I wonder, Is it too early for the holiday blues?
We thought we’d solved that problem when we inaugurated the tradition of choosing one book each to buy for Christmas, instead of exchanging expensive gifts with “exchange” written all over them.
And so Christmas Present is smooth: it’s Christmas past that shatters you. Here are some examples: the year someone said you looked fat in your thrift-shop black velvet skirt (you were thin but you cried), the year an aunt wrapped up leftovers for everybody except your mother (it was a sister-in-law war), and the year your uncle gave you arithmetic problems to solve at Christmas dinner because he’d mixed you up with a “mentally challenged” niece–AND THOUGHT THIS WOULD BE GOOD FOR HER. (You protected her, at least, poor thing!)
And so let’s break out the non-alcoholic eggnog and stockpile genre books to lose ourselves in.
HERE ARE TWO BRILLIANT GENRE BOOKS.
Stuart Palmer’s Four Lost Ladies (1948). The tenth in Palmer’s Hildegarde Withers series, this charming mystery is fast-paced, humorous, and suspenseful. When Hildegarde Withers, an amateur sleuth, retires from her job as an elementary school teacher, she has too much time on her hands. She pores over statistics about missing women and theorizes that most of them were murder victims. Her policeman friend is cynical about the stats, but Hildegarde is worried when she does not receive a Christmas card from her spinster friend, Alice. Hildegarde’s investigation links the disappearance of Alice to an apparent suicide of a wealthy spinster at a fancy hotel, and the disappearance of three other women who stayed there. Hildegarde goes undercover, and with the help of her new sidekick, Alice’s niece, solves the crimes.
Pat Frank’s Alas, Babylon (1959). This gripping, realistic novel about a nuclear holocaust in the U.S. is a neglected American classic—and one of the most terrifying books I’ve ever read. If you were riveted by Nevil Shute’s On the Beach, you will find Alas fascinating, because it deals not with the knowledge of impending death but with nearly unsolvable problems of survival. Randy Bragg, a lawyer in Fort Repose, Florida, receives a telegram from his brother Mark, who is a colonel, ending with the words Alas, Babylon. This is code to alert Randy that a nuclear war is imminent, and that Mark’s wife and children are flying from Omaha to Florida, where they may be safer. The bombing itself is horrifying, as the flashes and mushroom clouds explode in cities all over Florida and the rest of the U.S., and Randy’s niece is temporarily blinded. Fort Repose is not hit, but the problems—which include the end of electricity, finding food after canned supplies run out, finding unpolluted water, a cholera outbreak in a hotel because guests keep using toilets that no longer flush, the death of diabetics because there is no refrigeration for the insulin, medical supplies running out, the prevalence of highwaymen and murderers, and the necessity to carry guns. Randy and a small group of neighbors band together, but they don’t even know who won the war. Russia or the U.S.?
These days we fear climate change, but we used to be terrified by nuclear war (I had recurring nightmares). In the following succinct passage, Mark explains to Randy what we’d be up against.
“There isn’t any place that’ll be absolutely safe. With fallout and radiation, it’ll be luck—the size of configuration of the weapons, altitude of the fireball, direction of the wind. But I do know Helen and the children won’t have much chance in Omaha. SAC Headquarters has got to be the enemy’s number one target. I’ll bet they’ve programmed three five-megaton IC’s for Offutt, and since our house is eight miles from the base any kind of near-miss does it—” Mark snapped his fingers—“like that. Not that I think it’ll do the enemy any good—command automatically shifts to other combat control centers and anyway all our crews know their targets. But they’ll hit SAC Headquarters, hoping for temporary paralysis. A little delay is all they’d need. I’ll have to be there, at Offutt, in the Hole, but the least a man can do is give his children a chance to grow up, and I think they’d have a better chance in Fort Repose than Omaha. So if I see it’s coming, and there is time, I’ll send Helen and the kids down here. And I’ll try to give you a warning, so you can get set for it.”
I raced through this well-written, distinctly American dystopian novel, and highly recommend it.
Any recommendations of other brilliant genre books?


**What is expected**
Your answer must be the exact lines from the one holding "examine image for <element>flower</element>." through the final line of the records below, both included, and nothing more.

**The data**
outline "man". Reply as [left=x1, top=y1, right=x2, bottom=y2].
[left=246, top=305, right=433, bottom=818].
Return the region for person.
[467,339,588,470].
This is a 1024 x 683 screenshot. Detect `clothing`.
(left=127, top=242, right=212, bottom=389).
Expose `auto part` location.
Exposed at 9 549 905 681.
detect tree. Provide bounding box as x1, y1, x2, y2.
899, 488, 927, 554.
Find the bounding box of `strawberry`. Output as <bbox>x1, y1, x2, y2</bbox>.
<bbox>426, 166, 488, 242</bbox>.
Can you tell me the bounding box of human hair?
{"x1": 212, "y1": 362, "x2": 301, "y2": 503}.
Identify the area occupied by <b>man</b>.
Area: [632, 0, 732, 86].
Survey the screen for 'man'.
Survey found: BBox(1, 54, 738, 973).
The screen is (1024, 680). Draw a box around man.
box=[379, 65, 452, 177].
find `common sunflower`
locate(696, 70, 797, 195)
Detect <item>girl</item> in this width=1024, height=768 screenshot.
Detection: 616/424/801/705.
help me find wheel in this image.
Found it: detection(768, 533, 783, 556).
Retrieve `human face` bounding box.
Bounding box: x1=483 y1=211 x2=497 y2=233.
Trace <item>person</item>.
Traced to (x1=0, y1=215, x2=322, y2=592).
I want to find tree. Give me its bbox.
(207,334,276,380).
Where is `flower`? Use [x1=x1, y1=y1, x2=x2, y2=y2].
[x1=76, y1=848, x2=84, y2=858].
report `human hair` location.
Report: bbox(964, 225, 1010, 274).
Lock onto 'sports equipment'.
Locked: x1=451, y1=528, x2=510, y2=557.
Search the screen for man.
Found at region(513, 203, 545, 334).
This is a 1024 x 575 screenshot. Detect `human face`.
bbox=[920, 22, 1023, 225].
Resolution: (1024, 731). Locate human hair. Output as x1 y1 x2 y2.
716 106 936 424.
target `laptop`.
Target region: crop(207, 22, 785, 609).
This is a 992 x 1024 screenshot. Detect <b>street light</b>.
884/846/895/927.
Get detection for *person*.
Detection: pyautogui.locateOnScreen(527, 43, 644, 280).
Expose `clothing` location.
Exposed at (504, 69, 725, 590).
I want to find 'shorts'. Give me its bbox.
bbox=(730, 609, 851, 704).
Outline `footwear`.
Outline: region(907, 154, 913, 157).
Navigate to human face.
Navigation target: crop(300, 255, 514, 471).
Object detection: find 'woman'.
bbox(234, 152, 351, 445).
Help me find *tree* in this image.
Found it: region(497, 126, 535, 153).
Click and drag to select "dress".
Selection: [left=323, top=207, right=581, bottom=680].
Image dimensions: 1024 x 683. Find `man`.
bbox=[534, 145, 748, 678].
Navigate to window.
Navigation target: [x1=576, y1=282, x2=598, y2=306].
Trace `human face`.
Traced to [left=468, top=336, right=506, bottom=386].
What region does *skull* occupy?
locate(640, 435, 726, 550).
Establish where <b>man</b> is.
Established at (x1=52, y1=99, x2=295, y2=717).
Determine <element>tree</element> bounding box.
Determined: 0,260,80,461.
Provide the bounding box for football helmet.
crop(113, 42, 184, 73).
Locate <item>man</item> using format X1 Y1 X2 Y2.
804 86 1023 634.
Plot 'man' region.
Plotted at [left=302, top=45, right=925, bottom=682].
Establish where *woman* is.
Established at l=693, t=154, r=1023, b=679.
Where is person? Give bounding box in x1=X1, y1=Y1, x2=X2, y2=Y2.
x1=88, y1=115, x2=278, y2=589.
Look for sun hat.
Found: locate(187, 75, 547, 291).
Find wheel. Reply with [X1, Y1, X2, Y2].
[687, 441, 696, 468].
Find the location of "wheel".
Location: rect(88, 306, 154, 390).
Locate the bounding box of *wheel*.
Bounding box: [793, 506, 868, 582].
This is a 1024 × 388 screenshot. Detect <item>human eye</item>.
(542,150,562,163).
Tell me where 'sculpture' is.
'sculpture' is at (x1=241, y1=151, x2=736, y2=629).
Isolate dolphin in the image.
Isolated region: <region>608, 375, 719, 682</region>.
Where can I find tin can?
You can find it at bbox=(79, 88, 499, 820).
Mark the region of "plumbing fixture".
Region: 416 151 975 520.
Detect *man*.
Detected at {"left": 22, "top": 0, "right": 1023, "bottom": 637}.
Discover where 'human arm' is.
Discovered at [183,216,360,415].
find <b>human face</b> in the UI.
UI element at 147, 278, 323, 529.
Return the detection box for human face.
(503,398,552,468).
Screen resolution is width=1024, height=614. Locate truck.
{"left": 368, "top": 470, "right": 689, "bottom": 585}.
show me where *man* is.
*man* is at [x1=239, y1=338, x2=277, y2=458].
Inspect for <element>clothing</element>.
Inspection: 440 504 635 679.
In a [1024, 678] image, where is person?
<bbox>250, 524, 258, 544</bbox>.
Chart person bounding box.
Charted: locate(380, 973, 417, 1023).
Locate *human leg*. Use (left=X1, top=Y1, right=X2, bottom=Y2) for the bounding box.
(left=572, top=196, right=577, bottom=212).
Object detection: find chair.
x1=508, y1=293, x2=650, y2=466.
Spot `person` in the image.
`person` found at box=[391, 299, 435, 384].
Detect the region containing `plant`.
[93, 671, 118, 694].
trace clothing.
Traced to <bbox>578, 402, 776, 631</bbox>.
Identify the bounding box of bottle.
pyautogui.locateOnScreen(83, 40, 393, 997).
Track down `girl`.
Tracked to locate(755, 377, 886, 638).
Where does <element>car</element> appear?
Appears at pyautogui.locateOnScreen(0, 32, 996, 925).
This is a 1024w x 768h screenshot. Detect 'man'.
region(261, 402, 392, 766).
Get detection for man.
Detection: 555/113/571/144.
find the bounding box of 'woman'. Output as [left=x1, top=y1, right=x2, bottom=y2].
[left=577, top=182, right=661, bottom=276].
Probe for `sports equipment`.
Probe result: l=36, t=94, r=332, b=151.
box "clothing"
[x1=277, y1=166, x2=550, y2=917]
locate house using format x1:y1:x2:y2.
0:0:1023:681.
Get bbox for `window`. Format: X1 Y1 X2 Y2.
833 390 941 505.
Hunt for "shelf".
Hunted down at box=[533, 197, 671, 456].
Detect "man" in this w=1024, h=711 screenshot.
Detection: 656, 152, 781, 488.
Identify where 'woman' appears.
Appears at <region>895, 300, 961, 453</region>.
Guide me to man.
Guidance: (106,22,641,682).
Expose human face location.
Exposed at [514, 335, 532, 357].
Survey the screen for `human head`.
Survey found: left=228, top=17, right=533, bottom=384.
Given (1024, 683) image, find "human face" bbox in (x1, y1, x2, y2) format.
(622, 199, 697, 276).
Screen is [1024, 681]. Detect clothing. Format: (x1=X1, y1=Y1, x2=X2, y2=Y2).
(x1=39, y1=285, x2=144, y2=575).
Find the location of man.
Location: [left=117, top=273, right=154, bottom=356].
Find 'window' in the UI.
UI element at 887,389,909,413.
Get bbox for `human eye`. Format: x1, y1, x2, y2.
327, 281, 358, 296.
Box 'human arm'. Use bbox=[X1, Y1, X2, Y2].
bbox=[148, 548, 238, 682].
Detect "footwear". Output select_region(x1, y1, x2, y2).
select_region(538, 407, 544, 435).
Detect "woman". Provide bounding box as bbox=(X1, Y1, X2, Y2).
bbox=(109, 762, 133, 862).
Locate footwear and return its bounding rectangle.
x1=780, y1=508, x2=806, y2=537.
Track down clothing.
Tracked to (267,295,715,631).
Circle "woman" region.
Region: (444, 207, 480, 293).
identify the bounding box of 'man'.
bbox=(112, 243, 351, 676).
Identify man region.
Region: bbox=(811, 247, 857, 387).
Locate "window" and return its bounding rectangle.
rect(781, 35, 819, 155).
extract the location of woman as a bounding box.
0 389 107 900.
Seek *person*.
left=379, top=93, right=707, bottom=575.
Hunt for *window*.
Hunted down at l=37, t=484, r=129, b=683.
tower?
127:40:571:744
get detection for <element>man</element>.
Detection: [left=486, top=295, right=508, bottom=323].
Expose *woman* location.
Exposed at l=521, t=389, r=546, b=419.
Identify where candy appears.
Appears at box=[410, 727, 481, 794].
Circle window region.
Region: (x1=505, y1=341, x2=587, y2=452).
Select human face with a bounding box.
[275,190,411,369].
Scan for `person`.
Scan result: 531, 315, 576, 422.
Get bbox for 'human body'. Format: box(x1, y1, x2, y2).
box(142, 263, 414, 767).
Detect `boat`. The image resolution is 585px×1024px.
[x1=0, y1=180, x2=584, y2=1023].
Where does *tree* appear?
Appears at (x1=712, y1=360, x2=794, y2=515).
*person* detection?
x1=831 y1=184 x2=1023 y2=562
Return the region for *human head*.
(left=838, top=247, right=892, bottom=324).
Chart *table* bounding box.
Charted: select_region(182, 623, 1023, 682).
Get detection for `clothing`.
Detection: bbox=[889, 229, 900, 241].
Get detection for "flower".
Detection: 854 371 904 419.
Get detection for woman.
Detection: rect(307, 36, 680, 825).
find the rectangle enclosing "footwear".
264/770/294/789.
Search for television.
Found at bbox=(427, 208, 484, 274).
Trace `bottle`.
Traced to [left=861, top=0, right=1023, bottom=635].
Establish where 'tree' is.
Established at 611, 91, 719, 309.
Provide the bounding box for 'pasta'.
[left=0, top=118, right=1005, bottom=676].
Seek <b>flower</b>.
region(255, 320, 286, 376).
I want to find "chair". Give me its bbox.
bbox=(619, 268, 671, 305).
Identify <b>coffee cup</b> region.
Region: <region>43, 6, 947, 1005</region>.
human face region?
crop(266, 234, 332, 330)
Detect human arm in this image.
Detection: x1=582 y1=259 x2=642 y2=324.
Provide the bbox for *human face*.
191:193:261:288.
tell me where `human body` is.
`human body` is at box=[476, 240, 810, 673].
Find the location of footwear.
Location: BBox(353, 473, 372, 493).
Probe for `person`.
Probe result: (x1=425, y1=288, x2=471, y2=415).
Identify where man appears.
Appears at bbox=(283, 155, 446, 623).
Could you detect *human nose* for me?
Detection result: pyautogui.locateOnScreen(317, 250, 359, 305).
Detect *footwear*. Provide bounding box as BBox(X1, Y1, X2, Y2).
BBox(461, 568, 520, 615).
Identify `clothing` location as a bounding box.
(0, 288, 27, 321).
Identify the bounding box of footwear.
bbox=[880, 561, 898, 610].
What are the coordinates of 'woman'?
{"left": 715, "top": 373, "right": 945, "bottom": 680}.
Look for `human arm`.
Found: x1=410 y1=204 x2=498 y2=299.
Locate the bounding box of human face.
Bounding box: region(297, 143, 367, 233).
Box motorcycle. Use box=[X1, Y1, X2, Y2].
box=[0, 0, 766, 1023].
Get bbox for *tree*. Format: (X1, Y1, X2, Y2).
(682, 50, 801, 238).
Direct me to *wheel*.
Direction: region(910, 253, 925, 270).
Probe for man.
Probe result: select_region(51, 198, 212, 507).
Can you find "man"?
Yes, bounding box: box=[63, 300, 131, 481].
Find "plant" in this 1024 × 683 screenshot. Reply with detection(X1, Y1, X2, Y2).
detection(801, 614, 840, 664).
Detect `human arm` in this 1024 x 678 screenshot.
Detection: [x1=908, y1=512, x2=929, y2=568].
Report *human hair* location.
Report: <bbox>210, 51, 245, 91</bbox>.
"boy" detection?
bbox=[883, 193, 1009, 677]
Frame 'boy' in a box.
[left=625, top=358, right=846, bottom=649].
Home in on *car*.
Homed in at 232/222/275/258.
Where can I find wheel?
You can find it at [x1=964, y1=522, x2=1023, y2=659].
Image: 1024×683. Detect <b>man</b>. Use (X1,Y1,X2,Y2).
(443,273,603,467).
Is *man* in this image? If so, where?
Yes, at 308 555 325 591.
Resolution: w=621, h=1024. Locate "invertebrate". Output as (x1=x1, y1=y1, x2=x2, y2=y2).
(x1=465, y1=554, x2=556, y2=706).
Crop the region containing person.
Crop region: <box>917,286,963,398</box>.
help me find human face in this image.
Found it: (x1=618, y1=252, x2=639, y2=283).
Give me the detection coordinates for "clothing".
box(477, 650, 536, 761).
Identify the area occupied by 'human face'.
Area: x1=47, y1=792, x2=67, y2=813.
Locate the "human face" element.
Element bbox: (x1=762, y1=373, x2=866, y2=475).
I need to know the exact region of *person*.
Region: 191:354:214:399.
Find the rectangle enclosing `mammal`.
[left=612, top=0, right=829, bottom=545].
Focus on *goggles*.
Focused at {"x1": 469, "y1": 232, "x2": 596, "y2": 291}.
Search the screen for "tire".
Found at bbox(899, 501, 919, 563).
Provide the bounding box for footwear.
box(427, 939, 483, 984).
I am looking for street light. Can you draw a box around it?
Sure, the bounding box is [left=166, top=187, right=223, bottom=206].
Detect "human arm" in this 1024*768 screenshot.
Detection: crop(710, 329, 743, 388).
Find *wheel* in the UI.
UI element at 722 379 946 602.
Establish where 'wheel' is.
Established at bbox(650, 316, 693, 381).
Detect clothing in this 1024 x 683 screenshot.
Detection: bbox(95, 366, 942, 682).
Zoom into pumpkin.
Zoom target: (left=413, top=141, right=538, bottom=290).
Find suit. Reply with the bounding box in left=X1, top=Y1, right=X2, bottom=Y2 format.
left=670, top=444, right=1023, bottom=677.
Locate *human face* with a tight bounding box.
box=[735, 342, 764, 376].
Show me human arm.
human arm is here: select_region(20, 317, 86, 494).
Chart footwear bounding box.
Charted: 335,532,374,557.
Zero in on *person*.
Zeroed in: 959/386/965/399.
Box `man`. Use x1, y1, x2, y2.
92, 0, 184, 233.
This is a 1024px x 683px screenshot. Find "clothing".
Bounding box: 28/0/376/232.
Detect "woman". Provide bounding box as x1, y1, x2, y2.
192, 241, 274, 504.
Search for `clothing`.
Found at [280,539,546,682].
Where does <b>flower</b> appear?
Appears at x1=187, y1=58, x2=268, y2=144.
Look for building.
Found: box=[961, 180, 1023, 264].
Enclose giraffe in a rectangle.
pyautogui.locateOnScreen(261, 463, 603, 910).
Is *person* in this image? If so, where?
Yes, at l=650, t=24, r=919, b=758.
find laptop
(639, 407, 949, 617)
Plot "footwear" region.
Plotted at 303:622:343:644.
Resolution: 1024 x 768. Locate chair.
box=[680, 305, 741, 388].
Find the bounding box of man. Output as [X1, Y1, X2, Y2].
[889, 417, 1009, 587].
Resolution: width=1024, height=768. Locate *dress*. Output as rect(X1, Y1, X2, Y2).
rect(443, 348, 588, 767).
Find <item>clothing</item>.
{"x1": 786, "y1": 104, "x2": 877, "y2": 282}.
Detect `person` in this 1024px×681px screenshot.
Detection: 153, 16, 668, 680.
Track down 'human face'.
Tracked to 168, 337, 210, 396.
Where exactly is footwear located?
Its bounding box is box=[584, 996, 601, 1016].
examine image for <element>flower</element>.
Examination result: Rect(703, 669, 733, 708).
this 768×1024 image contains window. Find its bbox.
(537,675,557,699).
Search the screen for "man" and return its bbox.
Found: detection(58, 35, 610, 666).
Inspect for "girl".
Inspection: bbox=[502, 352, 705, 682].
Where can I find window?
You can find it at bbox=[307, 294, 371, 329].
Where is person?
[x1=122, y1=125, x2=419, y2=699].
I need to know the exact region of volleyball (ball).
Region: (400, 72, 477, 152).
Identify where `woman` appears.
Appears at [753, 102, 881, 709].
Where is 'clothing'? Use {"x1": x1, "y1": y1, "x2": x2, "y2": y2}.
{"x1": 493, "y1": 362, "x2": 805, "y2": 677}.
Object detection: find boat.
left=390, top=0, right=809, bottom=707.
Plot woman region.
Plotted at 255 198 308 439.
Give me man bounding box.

**Solved problem**
examine image for <element>flower</element>.
Examination result: Rect(703, 669, 733, 708).
this 768×1024 image contains window. Find its bbox.
(537,675,557,699).
Search the screen for "man" and return its bbox.
Found: detection(58, 35, 610, 666).
Inspect for "girl".
Inspection: bbox=[502, 352, 705, 682].
Where can I find window?
You can find it at bbox=[307, 294, 371, 329].
Where is person?
[x1=122, y1=125, x2=419, y2=699].
I need to know the exact region of volleyball (ball).
Region: (400, 72, 477, 152).
Identify where `woman` appears.
Appears at [753, 102, 881, 709].
Where is 'clothing'? Use {"x1": x1, "y1": y1, "x2": x2, "y2": y2}.
{"x1": 493, "y1": 362, "x2": 805, "y2": 677}.
Object detection: find boat.
left=390, top=0, right=809, bottom=707.
Plot woman region.
Plotted at 255 198 308 439.
Give me man bounding box.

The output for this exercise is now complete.